Walking up the dirt road in back of the house on December day, I saw these feathers. Obviously a Steller's jay had met a recent and violent end. But whodunnit? A Cooper's hawk?
Just thinking about that leads to another thought: Who was Steller and how does he "own" these jays? And who was Cooper likewise?
He was Georg Wilhelm Stöller, russianized to "Steller," who lived a short (1709–1746) but productive life as a natural scientist including participation in "the Second Kamchatka Expedition [1741]of Captain Vitus Bering, the legendary Russian explorer whose name wound up on the Bering Sea, Bering Strait, and Bering land bridge."
He gathered lots of specimens but was also shipwrecked with others of the crew on what was named Bering Island, for Capt. Bering would die there. In Steller's memory, four birds and the Steller's sea lion, plus the doomed Steller's sea cow, were given his name, because he was the first to publish scientific descriptions.
Cooper's hawk? Named by the French ornithologist Charles Lucien Jules Laurent Bonaparte (Napoleon's nephew) for his friend Wlliam Cooper, another early 19th-century naturalist.
These names might be going away though. In 2023 the American Ornithological Society announced that all English bird names named after people within the geographic jurisdiction it manages will be changed, with the initial effort set to tackle 70 to 80 bird species present in the United States and Canada, starting in 2024.
These names are, allegedly, "racist and misogynist." So this is all bad stuff from the past that we are getting rid of. It's "racist" when an 18th-century German naturalist works for the Russian government in the Bering Sea? Maybe we should get rid of "Bering" too! There is a certain amount of guilt-by-association here.
In Colorado, we have purified the past, even when it meant favoring one Indian tribe over another. In November 2022 the Colorado Geographic Naming Advisory Board recommended changing the name of Mount Evans, the state's highest peak, to Mount Blue Sky, "a name supported by the Southern Cheyenne and Arapaho tribes of Oklahoma."
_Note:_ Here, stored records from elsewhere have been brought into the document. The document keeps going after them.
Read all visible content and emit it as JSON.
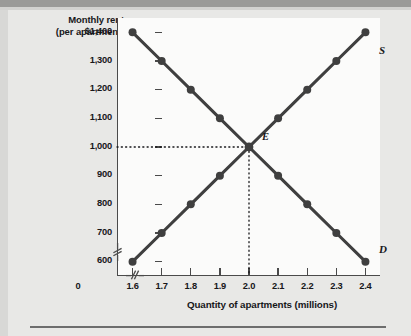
{
  "chart_data": {
    "type": "line",
    "title": "",
    "xlabel": "Quantity of apartments (millions)",
    "ylabel_line1": "Monthly rent",
    "ylabel_line2": "(per apartment)",
    "x": [
      1.6,
      1.7,
      1.8,
      1.9,
      2.0,
      2.1,
      2.2,
      2.3,
      2.4
    ],
    "xlim": [
      1.55,
      2.45
    ],
    "ylim": [
      550,
      1450
    ],
    "xtick_labels": [
      "1.6",
      "1.7",
      "1.8",
      "1.9",
      "2.0",
      "2.1",
      "2.2",
      "2.3",
      "2.4"
    ],
    "ytick_labels": [
      "$1,400",
      "1,300",
      "1,200",
      "1,100",
      "1,000",
      "900",
      "800",
      "700",
      "600"
    ],
    "ytick_values": [
      1400,
      1300,
      1200,
      1100,
      1000,
      900,
      800,
      700,
      600
    ],
    "origin_label": "0",
    "grid": false,
    "legend_position": "curve-end-labels",
    "series": [
      {
        "name": "D",
        "label": "D",
        "description": "Demand curve",
        "color": "#3f3f3f",
        "values": [
          1400,
          1300,
          1200,
          1100,
          1000,
          900,
          800,
          700,
          600
        ]
      },
      {
        "name": "S",
        "label": "S",
        "description": "Supply curve",
        "color": "#3f3f3f",
        "values": [
          600,
          700,
          800,
          900,
          1000,
          1100,
          1200,
          1300,
          1400
        ]
      }
    ],
    "annotations": [
      {
        "name": "equilibrium",
        "label": "E",
        "x": 2.0,
        "y": 1000,
        "guide_lines": "dotted horizontal to y-axis and dotted vertical to x-axis"
      }
    ],
    "axis_breaks": {
      "y_axis": true,
      "x_axis": true,
      "marker": "//"
    }
  },
  "colors": {
    "page_background": "#e8e8e6",
    "plot_background": "#fbfbfa",
    "axis": "#4a4a4a",
    "curve": "#3f3f3f",
    "text": "#17171a",
    "rule": "#6d6d6d"
  }
}
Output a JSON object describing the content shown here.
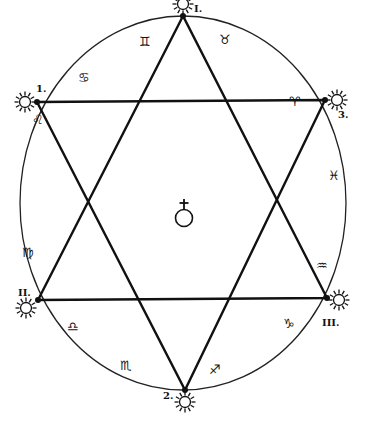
{
  "diagram": {
    "type": "hexagram-in-circle",
    "center_symbol": {
      "name": "earth-cross-symbol",
      "glyph": "♁"
    },
    "vertices": [
      {
        "id": "I",
        "label": "I.",
        "x": 183,
        "y": 16,
        "label_x": 194,
        "label_y": 4
      },
      {
        "id": "1",
        "label": "1.",
        "x": 37,
        "y": 102,
        "label_x": 36,
        "label_y": 84
      },
      {
        "id": "3",
        "label": "3.",
        "x": 325,
        "y": 100,
        "label_x": 338,
        "label_y": 110
      },
      {
        "id": "II",
        "label": "II.",
        "x": 38,
        "y": 300,
        "label_x": 18,
        "label_y": 288
      },
      {
        "id": "III",
        "label": "III.",
        "x": 327,
        "y": 298,
        "label_x": 322,
        "label_y": 318
      },
      {
        "id": "2",
        "label": "2.",
        "x": 185,
        "y": 390,
        "label_x": 163,
        "label_y": 391
      }
    ],
    "triangles": [
      {
        "name": "upward-triangle",
        "points": [
          "I",
          "II",
          "III"
        ]
      },
      {
        "name": "downward-triangle",
        "points": [
          "1",
          "3",
          "2"
        ]
      }
    ],
    "zodiac": [
      {
        "name": "gemini",
        "glyph": "♊",
        "x": 145,
        "y": 42
      },
      {
        "name": "taurus",
        "glyph": "♉",
        "x": 225,
        "y": 40
      },
      {
        "name": "cancer",
        "glyph": "♋",
        "x": 84,
        "y": 78
      },
      {
        "name": "aries",
        "glyph": "♈",
        "x": 295,
        "y": 102
      },
      {
        "name": "leo",
        "glyph": "♌",
        "x": 38,
        "y": 120
      },
      {
        "name": "pisces",
        "glyph": "♓",
        "x": 334,
        "y": 176
      },
      {
        "name": "virgo",
        "glyph": "♍",
        "x": 28,
        "y": 253
      },
      {
        "name": "aquarius",
        "glyph": "♒",
        "x": 322,
        "y": 266
      },
      {
        "name": "libra",
        "glyph": "♎",
        "x": 73,
        "y": 327
      },
      {
        "name": "capricorn",
        "glyph": "♑",
        "x": 289,
        "y": 324
      },
      {
        "name": "scorpio",
        "glyph": "♏",
        "x": 126,
        "y": 366
      },
      {
        "name": "sagittarius",
        "glyph": "♐",
        "x": 215,
        "y": 370
      }
    ]
  }
}
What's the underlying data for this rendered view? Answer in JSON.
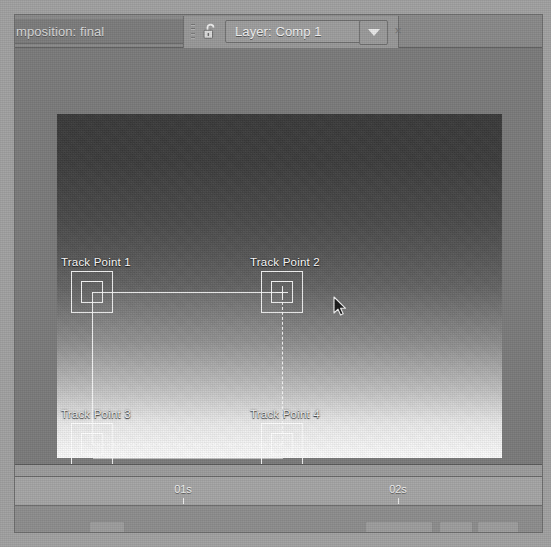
{
  "window": {
    "app_style": "motion-tracking-layer-viewer"
  },
  "tabs": [
    {
      "id": "composition",
      "label": "mposition: final",
      "active": false
    },
    {
      "id": "layer",
      "label": "Layer: Comp 1",
      "active": true,
      "lock_icon": "padlock-open-icon",
      "menu_icon": "chevron-down-icon",
      "close_icon": "close-icon",
      "close_glyph": "×"
    }
  ],
  "viewer": {
    "name": "layer-viewer-canvas",
    "track_points": [
      {
        "id": "tp1",
        "label": "Track Point 1",
        "x": 35,
        "y": 178,
        "label_dx": -31,
        "label_dy": -36,
        "has_crosshair": false,
        "selected": false
      },
      {
        "id": "tp2",
        "label": "Track Point 2",
        "x": 225,
        "y": 178,
        "label_dx": -32,
        "label_dy": -36,
        "has_crosshair": true,
        "selected": true
      },
      {
        "id": "tp3",
        "label": "Track Point 3",
        "x": 35,
        "y": 330,
        "label_dx": -31,
        "label_dy": -36,
        "has_crosshair": false,
        "selected": false
      },
      {
        "id": "tp4",
        "label": "Track Point 4",
        "x": 225,
        "y": 330,
        "label_dx": -32,
        "label_dy": -36,
        "has_crosshair": false,
        "selected": false
      }
    ],
    "cursor": {
      "name": "mouse-pointer",
      "x": 276,
      "y": 182
    }
  },
  "timeline": {
    "name": "timeline-ruler",
    "ticks": [
      {
        "label": "01s",
        "x": 168
      },
      {
        "label": "02s",
        "x": 383
      }
    ]
  },
  "colors": {
    "panel_bg": "#8f8f8f",
    "tab_active_bg": "#9e9e9e",
    "tab_inactive_bg": "#7d7d7d",
    "viewer_bg": "#7c7c7c",
    "overlay_stroke": "#ffffff",
    "ruler_bg": "#a6a6a6",
    "text_light": "#f2f2f2"
  }
}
There was history here: John Evans served as territorial governor from 1862–1865. That was a period of renewed conflict between settlers and some Natives. In late 1864 a force of Colorado volunteer cavalry attacked a peaceful Arapaho camp on Sand Creek in eastern Colorado and massacred many people, driving some of the survivors to align with the Cheyenne, who were more hostile. Evans did not "authorize" the attack -- he was not there -- but he did authorize formation of the volunteer unit that committed it, so in that sense he was "linked" to the Sand Creek Massacre.
But when the proposal went up to the US Board of Geographic Names, other Cheyennes objected:
The Northern Cheyenne tribe lost, because the board wanted to settle the issue. It's Mount Blue Sky, signed and delivered.
But let me speculate: Will a generation of young social-media users now think that the mountain was named for Bluesky, a social media platform that is trying to compete with X (formerly Twitter)? Will they look around to see if there is a Mount TikTok or Facebook Peak somewhere too?
As for the birds, in a year or two, will I be saying that a "stripey forest hawk" maybe killed a "Western crested jay"? Or maybe the Cooper's hawk should be the "mall hawk." On a 2020 visit I saw more of them around a California strip mall parking lot than I ever see at one time here at home in the woods.
(In pre-Communist Russia, "Gospodin" was the term of respect equivalent to Monsieur or Herr.)